[systemd-devel] [PATCH] build-sys: remove --gc-sections to fix debugging

David Herrmann dh.herrmann at gmail.com
Thu Nov 27 07:58:25 PST 2014


Hi

On Thu, Nov 27, 2014 at 4:42 PM, Gustavo Sverzut Barbieri
<gustavo.barbieri at intel.com> wrote:
> On Thu, Nov 27, 2014 at 03:42:37PM +0100, David Herrmann wrote:
>> Hi
>>
>> On Wed, Nov 26, 2014 at 6:40 PM, Gustavo Sverzut Barbieri
>> <gustavo.barbieri at intel.com> wrote:
>> > On Wed, Nov 26, 2014 at 06:33:31PM +0100, Lennart Poettering wrote:
>> >> On Wed, 26.11.14 15:16, Gustavo Sverzut Barbieri (gustavo.barbieri at intel.com) wrote:
>> >>
>> >> > I'm okay with the change to remove gc-sections.
>> >> >
>> >> > systemd is pretty good at not leaving crap in its code, then results
>> >> > are pretty small as we saw.
>> >> >
>> >> > My only comment is that we should also remove:
>> >> >         -ffunction-sections
>> >> >         -fdata-sections
>> >> > those are only useful to enable gc-sections.
>> >> >
>> >> > From time to time someone should run a build with
>> >> >         -ffunction-sections
>> >> >         -fdata-sections
>> >> >         -Wl,--gc-sections
>> >> >         -Wl,--print-gc-sections
>> >> > so we print out sections that are dangling and then we could remove
>> >> > them from source code if needed.
>> >>
>> >> This is not that simple. We have a large set of shared functions in
>> >> src/shared/*.c, and we link that into pretty much any binary we build,
>> >> even though each binary only needs a small subset of them. We rely on
>> >> the GC logic to deal with this and remove the functions that are
>> >> unused by the specific program.
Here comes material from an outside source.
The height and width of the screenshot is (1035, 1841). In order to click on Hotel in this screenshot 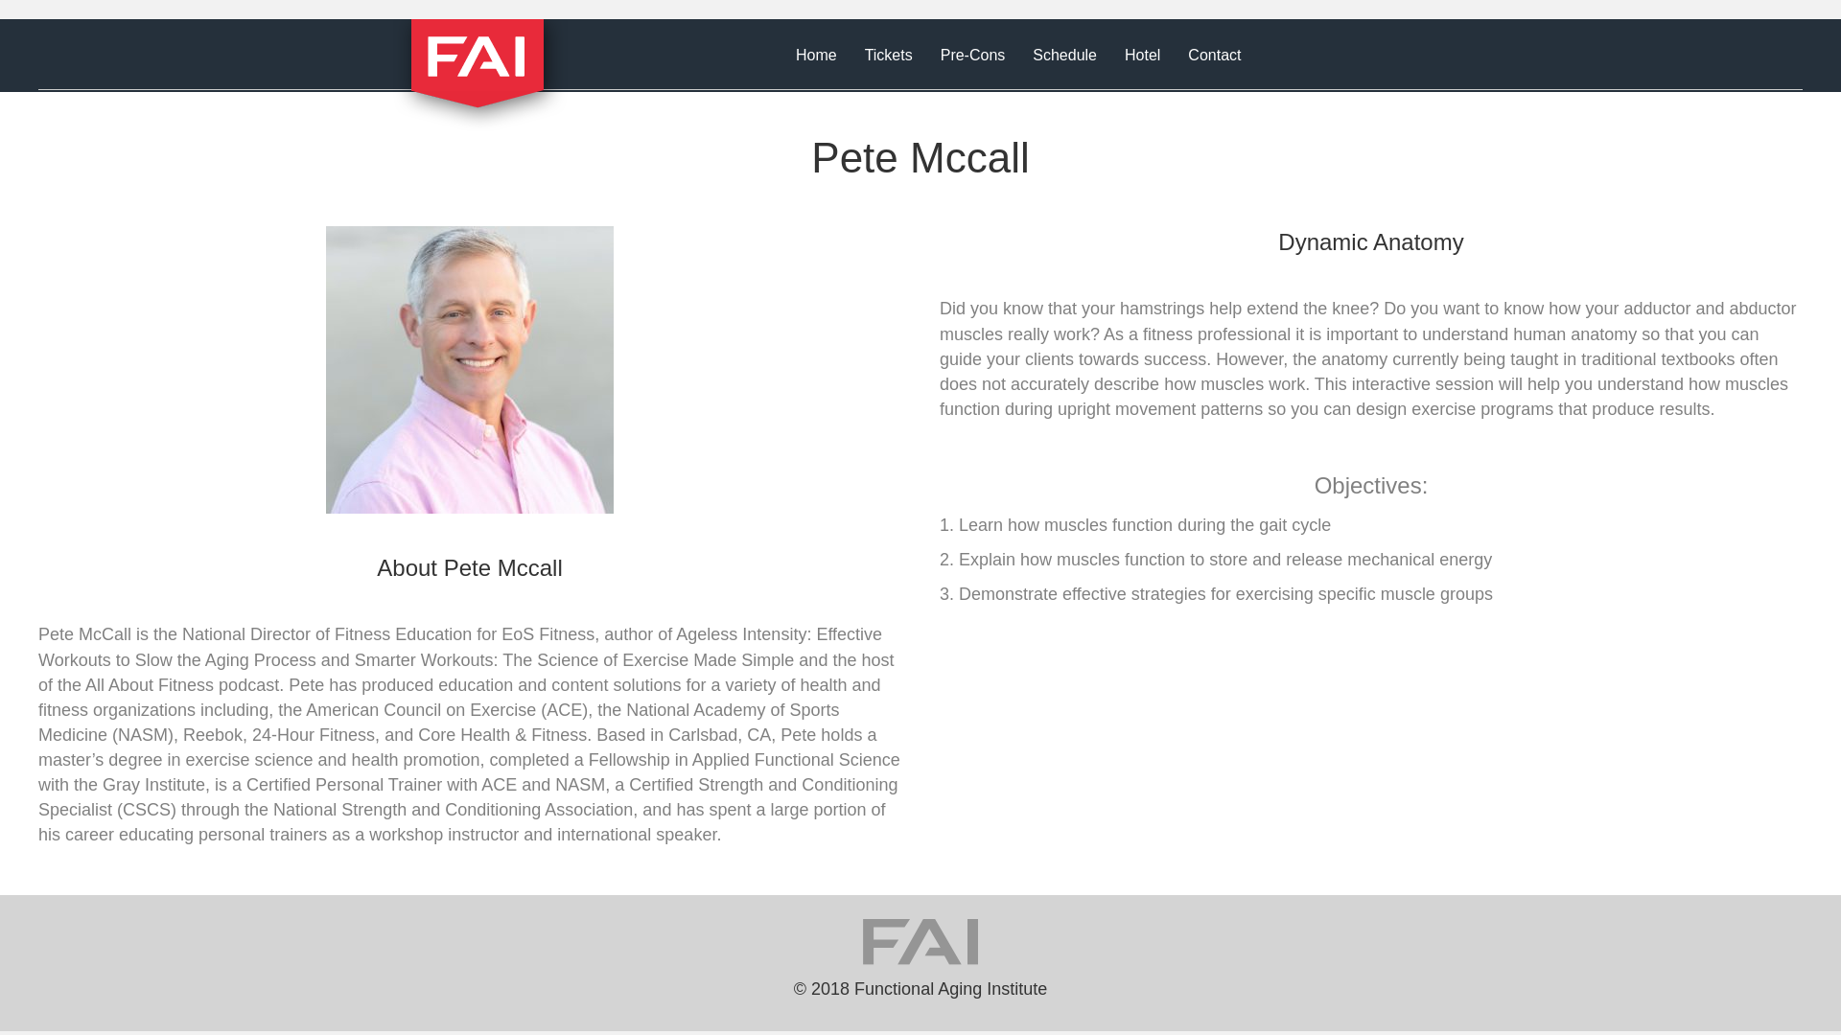, I will do `click(1143, 55)`.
Howver, that is not an indication that
>> >> we can remove the function, that's simply an indication that that one
>> >> binary of the 90 or so we build doesn't need it. Other binaries might
>> >> need it still, but print-gc-sections won't tell you about that.
>> >
>> > For shared libraries it won't remove exported (visible) symbols. Only
>> > stuff (functions, variables) that have not reference are removed.
>> >
>> > Of course those local to a file (ie: static) are always eliminated,
>> > that's why we see minor benefit with gc-sections as the major bulk are
>> > marked as "static". As I said, if the functions are exported
>> > (visibility=default), then they are not GC, what leaves us to "extern"
>> > symbols, those that are visible across files but not exported in the elf.
>>
>> We _really_ depend on --gc-sections. We link a lot of stuff from
>> src/shared/ statically into all binaries and expect the linker to drop
>> any unused symbols. Note that none of the symbols from src/shared/ are
>> exported, so the linker can drop them safely.
>>
>> I don't get why we work around linker bugs in systemd? The bug was
>> fixed upstream, so make them backport it, if it's a critical bug. If
>> they refuse to do so, blacklist the given version. But I dislike
>> carrying fixes for other software in systemd-git.
>
> Did you confirm what you said or is it a supposition?
>
> I'm asking because from Peter Wu's email we're 26384 - 26380 = 4Kb
> heavier in the whole installed set of binaries. If this is correct I
> doubt the gc-sections is making any difference in the linkage of
> static libraries (src/shared). In this case my *assumption* (as I have
> no deep knowledge about the linker) is that it's selectively picking
> the symbols it uses and leaving the other stuff out of it.

-ffunction-section -fdata-section make the binaries slightly bigger,
but with --gc-sections I get a difference of >1MB for each of the
shared library objects (libudev.so.1.6.1, libsystemd.so.0.5.0, ...).